Had our club meet at Porepunkah Airport near Bright last Friday, one of the rare nights in the last two years that hasn’t been cancelled due to cloud! Cracker skies and we had seven people in attendance. Several scopes were in use and we unveiled our ‘new’ club scope to go with the existing 8” dob. It’s a donated 3” reflector that has been put into a locally-made Dobsonian mount. Nice kids scope, not a toy in dark skies.

I’d prepared a number of detailed charts of some comets and some fairly obscure objects and typically when I arrived at the field I found I’d left them behind. Bummer. So it turned out to be a highlights tour of familiar objects, nothing to be sneezed at given the glorious dark sky!

Date: 17 Oct 2014
Location: Porepunkah Airport, Porepunkah, Vic
Time: 8:45pm – 10:30pm (UT+11)
Transparency: 9/10
Seeing: 3/5
Equipment: 4.5” f8 Tasco reflector, 21mm eyepiece (43x); 10x50 binoculars.

C/2013 A1 (Siding Spring): Despite no chart I was able to find this faint comet as I’d been following it photographically for ages as it and Mars converge, and the comet happened to be conveniently located beside a distinct 3-star asterism at the time. I found the field easily and spotted the comet immediately, a bit surprising in such small aperture given recent reports on how difficult it was even in medium aperture instruments. It was a small, very faint glow about an arcminute in diameter and could only be held in averted vision. It was a thoroughly diffuse object and there was no sign of a tail. I followed the movement of the comet away from the three stars as the evening progressed. I got one of the other guys to put his 8” f10 SCT on the comet. It was quite clear using a 40mm eyepiece but best views were with a 25mm eyepiece (I think that’s about 80x). It could be held in direct vision and a starlike central condensation could be seen in moments of good seeing. No noticeable addition to extent with the extra aperture, still about 1’ in diameter. I did an observation and made it out to be about mag 11.6 (m1), probably a little fainter than most recent reports.

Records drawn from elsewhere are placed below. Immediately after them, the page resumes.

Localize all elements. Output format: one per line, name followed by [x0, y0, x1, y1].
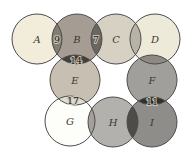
circle-B-label: B [72, 34, 80, 45]
diagram-canvas: ABCDEFGHI97141711 [0, 0, 188, 154]
overlap-F-I-value: 11 [146, 96, 158, 107]
circle-E-label: E [70, 75, 79, 86]
circle-G-label: G [66, 116, 74, 127]
circle-D-label: D [150, 34, 159, 45]
overlap-B-E-value: 14 [70, 55, 82, 66]
overlap-E-G-value: 17 [67, 95, 79, 106]
overlapping-circles-figure: ABCDEFGHI97141711 [0, 0, 188, 154]
circle-C-label: C [112, 34, 120, 45]
circle-H-label: H [108, 117, 118, 128]
overlap-B-C-value: 7 [93, 34, 99, 45]
circle-A-label: A [32, 34, 40, 45]
overlap-A-B-value: 9 [54, 34, 60, 45]
circle-F-label: F [148, 75, 157, 86]
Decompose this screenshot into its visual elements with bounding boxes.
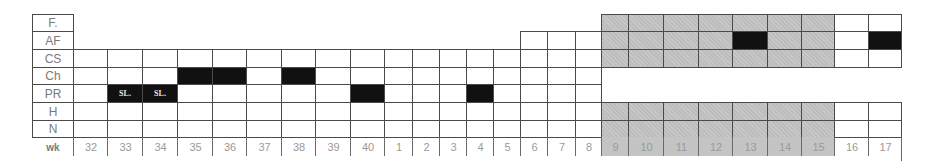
week-label-5-text: 5 [494,141,521,153]
cell-cs-wk11 [663,49,699,68]
week-label-10: 10 [628,137,664,156]
week-label-40-text: 40 [351,141,385,153]
week-label-7: 7 [547,137,576,156]
cell-n-wk16 [834,120,869,138]
cell-h-wk8 [575,102,602,121]
week-label-36: 36 [212,137,247,156]
row-label-pr-text: PR [33,88,73,100]
week-label-35: 35 [177,137,213,156]
cell-cs-wk3 [439,49,467,68]
row-label-cs: CS [32,49,74,68]
cell-af-wk9 [601,31,629,50]
week-label-37: 37 [246,137,282,156]
week-label-39-text: 39 [316,141,351,153]
cell-cs-wk35 [177,49,213,68]
cell-pr-wk34: SL. [142,84,178,103]
cell-cs-wk34 [142,49,178,68]
cell-h-wk17 [868,102,902,121]
week-label-35-text: 35 [178,141,213,153]
cell-n-wk9 [601,120,629,138]
cell-h-wk6 [520,102,548,121]
cell-ch-wk5 [493,67,521,85]
row-label-ch-text: Ch [33,70,73,82]
cell-f-wk16 [834,14,869,32]
cell-n-wk4 [466,120,494,138]
week-label-34-text: 34 [143,141,178,153]
cell-n-wk15 [801,120,835,138]
cell-h-wk7 [547,102,576,121]
week-label-38-text: 38 [282,141,316,153]
cell-h-wk9 [601,102,629,121]
cell-h-wk40 [350,102,385,121]
cell-cs-wk4 [466,49,494,68]
cell-cs-wk1 [384,49,413,68]
cell-n-wk10 [628,120,664,138]
cell-pr-wk33-text: SL. [108,88,142,100]
cell-cs-wk12 [698,49,733,68]
cell-pr-wk39 [315,84,351,103]
cell-cs-wk8 [575,49,602,68]
cell-h-wk13 [732,102,768,121]
week-label-10-text: 10 [629,141,664,153]
cell-af-wk13 [732,31,768,50]
cell-ch-wk37 [246,67,282,85]
cell-n-wk8 [575,120,602,138]
cell-af-wk14 [767,31,802,50]
cell-cs-wk17 [868,49,902,68]
cell-ch-wk2 [412,67,440,85]
row-label-af: AF [32,31,74,50]
week-label-8-text: 8 [576,141,602,153]
row-label-ch: Ch [32,67,74,85]
week-label-5: 5 [493,137,521,156]
cell-pr-wk2 [412,84,440,103]
cell-pr-wk4 [466,84,494,103]
row-label-af-text: AF [33,35,73,47]
cell-n-wk7 [547,120,576,138]
week-label-1: 1 [384,137,413,156]
cell-h-wk4 [466,102,494,121]
cell-ch-wk36 [212,67,247,85]
week-label-9-text: 9 [602,141,629,153]
cell-h-wk35 [177,102,213,121]
cell-h-wk5 [493,102,521,121]
week-label-40: 40 [350,137,385,156]
cell-n-wk1 [384,120,413,138]
row-label-n-text: N [33,123,73,135]
cell-cs-wk6 [520,49,548,68]
cell-af-wk6 [520,31,548,50]
cell-h-wk2 [412,102,440,121]
cell-cs-wk15 [801,49,835,68]
week-label-11: 11 [663,137,699,156]
cell-h-wk1 [384,102,413,121]
cell-h-wk36 [212,102,247,121]
week-label-2-text: 2 [413,141,440,153]
week-label-14: 14 [767,137,802,156]
cell-cs-wk33 [107,49,143,68]
week-label-32: 32 [73,137,108,156]
week-label-15: 15 [801,137,835,156]
week-label-13: 13 [732,137,768,156]
cell-ch-wk6 [520,67,548,85]
week-label-32-text: 32 [74,141,108,153]
cell-cs-wk2 [412,49,440,68]
week-label-6: 6 [520,137,548,156]
cell-ch-wk38 [281,67,316,85]
week-label-15-text: 15 [802,141,835,153]
cell-h-wk37 [246,102,282,121]
cell-h-wk15 [801,102,835,121]
cell-f-wk11 [663,14,699,32]
cell-pr-wk38 [281,84,316,103]
cell-ch-wk34 [142,67,178,85]
cell-h-wk39 [315,102,351,121]
week-label-17: 17 [868,137,902,156]
week-label-36-text: 36 [213,141,247,153]
cell-ch-wk33 [107,67,143,85]
cell-n-wk6 [520,120,548,138]
week-label-2: 2 [412,137,440,156]
cell-ch-wk39 [315,67,351,85]
row-label-h-text: H [33,106,73,118]
cell-af-wk11 [663,31,699,50]
cell-cs-wk7 [547,49,576,68]
row-label-h: H [32,102,74,121]
cell-n-wk32 [73,120,108,138]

Galaxies: Local Group galaxies NGC 253 and NGC 55 were well-placed for viewing and didn’t disappoint. Both large cigar-shaped glows and the lopsidedness of NGC 55 was very apparent. Later looked at these two through the SCT at 80x, awesome! Both were bright, extending almost the width of the field, and mottling was visible. Given the skies I should have gone for the Grus Quartet but in concentrating mainly on the comet I clean forgot! The Andromeda Galaxy, M31, rose above the northern horizon as the evening progressed and fairly good views were obtained through the binoculars despite the low altitude. LMC & SMC were fantastic through binoculars.

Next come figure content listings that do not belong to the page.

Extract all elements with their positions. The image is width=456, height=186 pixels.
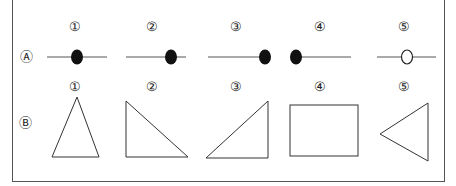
triangle-pointing-left-shape <box>380 103 428 161</box>
row-b-label: Ⓑ <box>19 115 32 130</box>
row-a-num-5: ⑤ <box>398 19 410 34</box>
row-b-num-5: ⑤ <box>398 79 410 94</box>
row-b-num-2: ② <box>146 79 158 94</box>
row-b-num-3: ③ <box>230 79 242 94</box>
row-a-num-3: ③ <box>230 19 242 34</box>
row-a-item-1 <box>47 50 107 65</box>
row-a-label: Ⓐ <box>20 49 33 64</box>
row-a-item-3 <box>208 50 271 65</box>
isosceles-triangle-shape <box>52 97 99 157</box>
row-a-num-4: ④ <box>314 19 326 34</box>
filled-dot-icon <box>290 50 302 65</box>
filled-dot-icon <box>71 50 83 65</box>
row-a-item-5 <box>377 50 436 64</box>
row-a-item-4 <box>290 50 351 65</box>
filled-dot-icon <box>165 50 177 65</box>
right-triangle-right-shape <box>206 101 268 158</box>
row-a-num-1: ① <box>69 19 81 34</box>
diagram-canvas: Ⓐ ① ② ③ ④ ⑤ Ⓑ ① ② ③ ④ ⑤ <box>0 0 456 186</box>
filled-dot-icon <box>259 50 271 65</box>
hollow-dot-icon <box>402 50 413 64</box>
row-b-num-1: ① <box>69 79 81 94</box>
rectangle-shape <box>290 105 358 156</box>
row-a-item-2 <box>126 50 186 65</box>
row-a-num-2: ② <box>146 19 158 34</box>
row-b-num-4: ④ <box>314 79 326 94</box>
right-triangle-left-shape <box>126 101 188 157</box>
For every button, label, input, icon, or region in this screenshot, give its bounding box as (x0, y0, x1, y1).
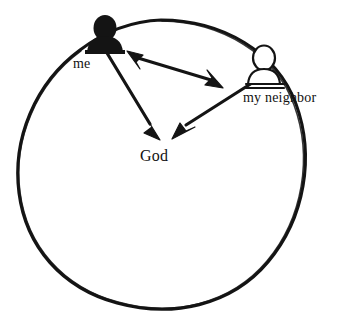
person-bust-filled-icon (85, 15, 125, 54)
arrow-me-neighbor (127, 51, 223, 88)
arrow-neighbor-god (172, 83, 252, 139)
node-label-me: me (73, 57, 91, 71)
node-label-god: God (140, 148, 168, 164)
diagram-canvas: me my neighbor God (0, 0, 341, 318)
node-label-my-neighbor: my neighbor (243, 91, 316, 105)
arrow-me-god (107, 53, 160, 140)
diagram-svg (0, 0, 341, 318)
person-bust-outline-icon (246, 46, 284, 89)
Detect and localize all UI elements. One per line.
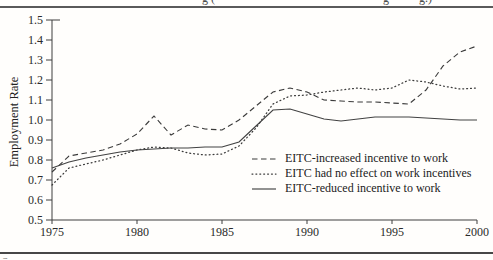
y-tick-label: 0.6 xyxy=(28,193,43,207)
y-tick-label: 1.2 xyxy=(28,73,43,87)
y-tick-label: 0.9 xyxy=(28,133,43,147)
solid-line-icon xyxy=(251,187,277,191)
legend-item-reduced-incentive: EITC-reduced incentive to work xyxy=(251,181,471,196)
bottom-rule xyxy=(0,252,493,254)
legend-item-no-effect: EITC had no effect on work incentives xyxy=(251,166,471,181)
y-tick-label: 1.0 xyxy=(28,113,43,127)
y-tick-label: 0.7 xyxy=(28,173,43,187)
x-tick-label: 1985 xyxy=(210,225,234,239)
x-tick-label: 1990 xyxy=(295,225,319,239)
clipped-bottom-caption: Source: ... xyxy=(0,255,493,259)
y-tick-label: 1.1 xyxy=(28,93,43,107)
employment-rate-line-chart: 0.50.60.70.80.91.01.11.21.31.41.51975198… xyxy=(0,0,493,260)
legend-label: EITC had no effect on work incentives xyxy=(285,166,471,181)
x-tick-label: 1975 xyxy=(40,225,64,239)
y-tick-label: 1.5 xyxy=(28,13,43,27)
x-tick-label: 1995 xyxy=(380,225,404,239)
y-axis-label: Employment Rate xyxy=(7,22,23,222)
chart-legend: EITC-increased incentive to work EITC ha… xyxy=(251,151,471,196)
x-tick-label: 2000 xyxy=(465,225,489,239)
bottom-caption-fragment: Source: ... xyxy=(2,255,47,259)
legend-item-increased-incentive: EITC-increased incentive to work xyxy=(251,151,471,166)
book-figure-page: g ( g g.) 0.50.60.70.80.91.01.11.21.31.4… xyxy=(0,0,493,260)
x-tick-label: 1980 xyxy=(125,225,149,239)
y-tick-label: 1.4 xyxy=(28,33,43,47)
legend-label: EITC-increased incentive to work xyxy=(285,151,448,166)
y-tick-label: 1.3 xyxy=(28,53,43,67)
dotted-line-icon xyxy=(251,172,277,176)
legend-label: EITC-reduced incentive to work xyxy=(285,181,441,196)
y-tick-label: 0.8 xyxy=(28,153,43,167)
dashed-line-icon xyxy=(251,157,277,161)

Other stuff: Where do you start? Saturn was observed, a bit shimmery with the low altitude but hey, it’s Saturn! Looked at a few globulars including 47 Tuc & Omega Centauri (v low), then Lagoon and Trifid Nebulae, Tarantula Nebula in the LMC, etc etc. A thoroughly enjoyable night but cold beat me in the end. With chattering kneecaps I packed up and headed home with the car heater on full!